The giveaway wasn’t the only test the Ravens did to get people into the seats. For their final two home games of the season — Sunday’s game against Tampa Bay and the season finale Dec. 30 against the Cleveland Browns — the team offered a two-game package for $44, only available via its mobile ticket app. Under this offer, you don’t know your seat until you arrive at the stadium.
It is, as they say, for the kids.
Last year, the NFL told all its teams that after the 2019 season, they would have to be on a digital ticketing platform. Some made the change right away, like the New York Jets. The Ravens did it this season. The Redskins have yet to do so, but Washington has been aggressive in trying to sell individual game day tickets through traditional advertising and promotion.
For the Ravens, the two-game, $44 social media promotion is an attempt to reach out to the younger audience the NFL fears it is losing.
“It’s the clearest attempt yet to try to figure out how to interact with the younger audience in the hope that they will want to buy in this format, where they have flexibility and make their decisions late,” Conway said.
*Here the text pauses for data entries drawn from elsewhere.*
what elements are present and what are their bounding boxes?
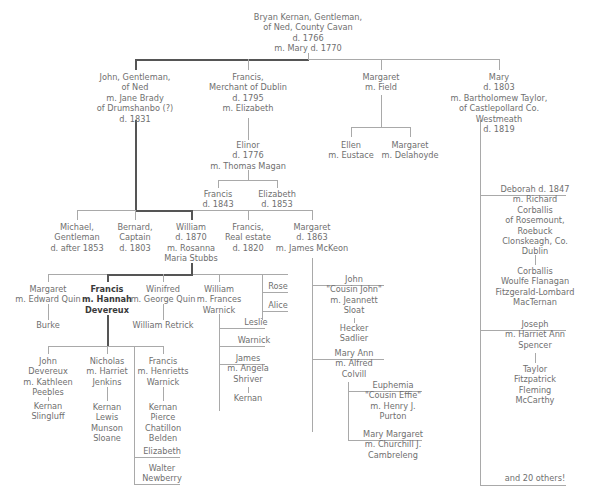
connector <box>262 274 263 320</box>
connector <box>134 346 135 484</box>
connector <box>48 274 49 282</box>
connector <box>218 180 278 181</box>
person-mary-margaret-cambreleng: Mary Margaret m. Churchill J. Cambreleng <box>363 429 423 460</box>
connector <box>277 180 278 188</box>
direct-line-connector <box>135 210 193 212</box>
connector <box>248 170 249 180</box>
connector-rose <box>262 292 288 293</box>
connector <box>48 346 164 347</box>
person-francis-devereux: Francis m. Hannah Devereux <box>82 284 132 315</box>
person-margaret-quin: Margaret m. Edward Quin <box>15 284 80 305</box>
person-kernan-pierce-chatillon-belden: Kernan Pierce Chatillon Belden <box>145 402 181 444</box>
connector <box>248 118 249 140</box>
connector-elizabeth <box>134 457 180 458</box>
connector <box>163 304 164 320</box>
connector <box>351 127 411 128</box>
person-rose: Rose <box>268 281 288 291</box>
direct-line-connector <box>135 120 137 211</box>
person-winifred-quin: Winifred m. George Quin <box>131 284 196 305</box>
direct-line-connector <box>135 59 137 70</box>
person-francis-real-estate: Francis, Real estate d. 1820 <box>225 222 271 253</box>
person-elinor-magan: Elinor d. 1776 m. Thomas Magan <box>210 140 286 171</box>
person-john-gentleman: John, Gentleman, of Ned m. Jane Brady of… <box>97 72 174 124</box>
connector-alice <box>262 311 288 312</box>
direct-line-connector <box>107 274 193 276</box>
person-margaret-field: Margaret m. Field <box>363 72 400 93</box>
person-william-stubbs: William d. 1870 m. Rosanna Maria Stubbs <box>164 222 218 264</box>
connector <box>48 346 49 354</box>
person-joseph-spencer: Joseph m. Harriet Ann Spencer <box>505 319 565 350</box>
person-bryan-kernan: Bryan Kernan, Gentleman, of Ned, County … <box>254 12 362 54</box>
connector <box>77 210 312 211</box>
person-bernard-captain: Bernard, Captain d. 1803 <box>117 222 152 253</box>
connector <box>248 210 249 220</box>
connector <box>219 274 220 282</box>
person-john-cousin-john: John "Cousin John" m. Jeannett Sloat <box>326 274 382 316</box>
connector <box>308 59 500 60</box>
person-mary-ann-colvill: Mary Ann m. Alfred Colvill <box>335 348 374 379</box>
person-alice: Alice <box>268 300 288 310</box>
direct-line-connector <box>191 210 193 220</box>
person-john-devereux: John Devereux m. Kathleen Peebles <box>23 356 72 398</box>
person-nicholas-jenkins: Nicholas m. Harriet Jenkins <box>86 356 127 387</box>
connector <box>163 387 164 401</box>
connector <box>248 59 249 70</box>
connector <box>381 59 382 70</box>
person-francis-magan: Francis d. 1843 <box>202 189 233 210</box>
connector <box>107 387 108 401</box>
person-william-retrick: William Retrick <box>132 320 193 330</box>
person-margaret-delahoyde: Margaret m. Delahoyde <box>381 140 438 161</box>
connector <box>535 353 536 363</box>
person-kernan-lewis-munson-sloane: Kernan Lewis Munson Sloane <box>91 402 123 444</box>
person-warnick: Warnick <box>238 335 271 345</box>
connector-leslie <box>219 328 265 329</box>
connector <box>312 210 313 220</box>
direct-line-connector <box>107 274 109 282</box>
direct-line-connector <box>107 315 109 347</box>
person-leslie: Leslie <box>244 317 267 327</box>
connector <box>135 210 136 220</box>
connector <box>48 304 49 320</box>
direct-line-connector <box>135 59 309 61</box>
connector-walter <box>134 484 180 485</box>
person-margaret-mckeon: Margaret d. 1863 m. James McKeon <box>276 222 348 253</box>
person-elizabeth-newberry: Elizabeth <box>143 446 181 456</box>
connector-warnick <box>219 346 265 347</box>
person-walter-newberry: Walter Newberry <box>142 463 182 484</box>
person-elizabeth-magan: Elizabeth d. 1853 <box>258 189 296 210</box>
connector <box>163 346 164 354</box>
person-francis-warnick: Francis m. Henrietts Warnick <box>138 356 189 387</box>
connector <box>499 59 500 70</box>
person-kernan-slingluff: Kernan Slingluff <box>31 401 64 422</box>
person-william-warnick: William m. Frances Warnick <box>197 284 242 315</box>
person-hecker-sadlier: Hecker Sadlier <box>340 323 369 344</box>
connector <box>381 95 382 127</box>
connector <box>480 120 481 486</box>
person-burke: Burke <box>36 320 60 330</box>
person-taylor-descendants: Taylor Fitzpatrick Fleming McCarthy <box>514 364 556 406</box>
connector <box>351 127 352 137</box>
person-michael-gentleman: Michael, Gentleman d. after 1853 <box>50 222 103 253</box>
connector <box>163 274 164 282</box>
others-note: and 20 others! <box>505 473 565 483</box>
person-james-shriver: James m. Angela Shriver <box>227 353 269 384</box>
connector <box>262 274 288 275</box>
connector <box>218 180 219 188</box>
person-deborah-corballis: Deborah d. 1847 m. Richard Corballis of … <box>501 184 570 257</box>
person-mary-taylor: Mary d. 1803 m. Bartholomew Taylor, of C… <box>451 72 548 134</box>
person-euphemia-purton: Euphemia "Cousin Effie" m. Henry J. Purt… <box>365 380 421 422</box>
person-corballis-descendants: Corballis Woulfe Flanagan Fitzgerald-Lom… <box>496 266 575 308</box>
person-kernan-shriver: Kernan <box>234 393 263 403</box>
connector <box>77 210 78 220</box>
person-ellen-eustace: Ellen m. Eustace <box>328 140 374 161</box>
connector-others <box>480 485 566 486</box>
connector <box>107 346 108 354</box>
person-francis-merchant: Francis, Merchant of Dublin d. 1795 m. E… <box>209 72 287 114</box>
connector <box>410 127 411 137</box>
Koppelman acknowledged it is reaching out to that millennial audience that is not following in the traditional path of consuming sports in America.
“It’s a test related to a different audience, targeted toward a younger audience,” he said. “It’s all done through social media. It’s not something we promote otherwise. A means of trying to get tickets to people in a younger scene who can’t necessarily afford to pay full price.
“It’s something we wanted to try,” he said. “We are all trying to find ways to connect with new and young fans, and this is probably the most interesting way to do that right now. We want to see how it goes and what kind of response we get from it. We will evaluate at the end of the year.”
There is no going back, though. The days of teams selling season tickets for a few months and then counting their money the rest of the time are over. “That model is gone,” Conway said. “Now they essentially have to be like every business and sell their inventory every day. They will have to adapt to the mode of, ’How do we exist every day?’”
It is the new world order in the business of sports. “The landscape has definitely changed,” Koppelman said. “We are just in a position that we have to look at new ways of doing things. That’s the way the world works. The world changes.”
The world in Baltimore once was this:
It was the old Memorial Stadium packed with passionate Colts fans — the “world’s largest insane asylum,” as one New York sports columnist wrote.
It was a world where Colt Corral fan clubs stayed together during the 12 years the NFL was absent from Charm City, and then became Ravens Roosts upon the return of football in 1996.
It was a world that turned Ravens purple every Friday, everywhere you looked, celebrating two Super Bowl championships, the second one not that long ago.
It’s a world now where they’ll give you a purple scarf for showing up.
⦁ Hear Thom Loverro on 106.7 The Fan Wednesday afternoons and Saturday mornings and on the Kevin Sheehan Show podcast every Tuesday and Thursday.
• Thom Loverro can be reached at tloverro@washingtontimes.com.
Please read our comment policy before commenting.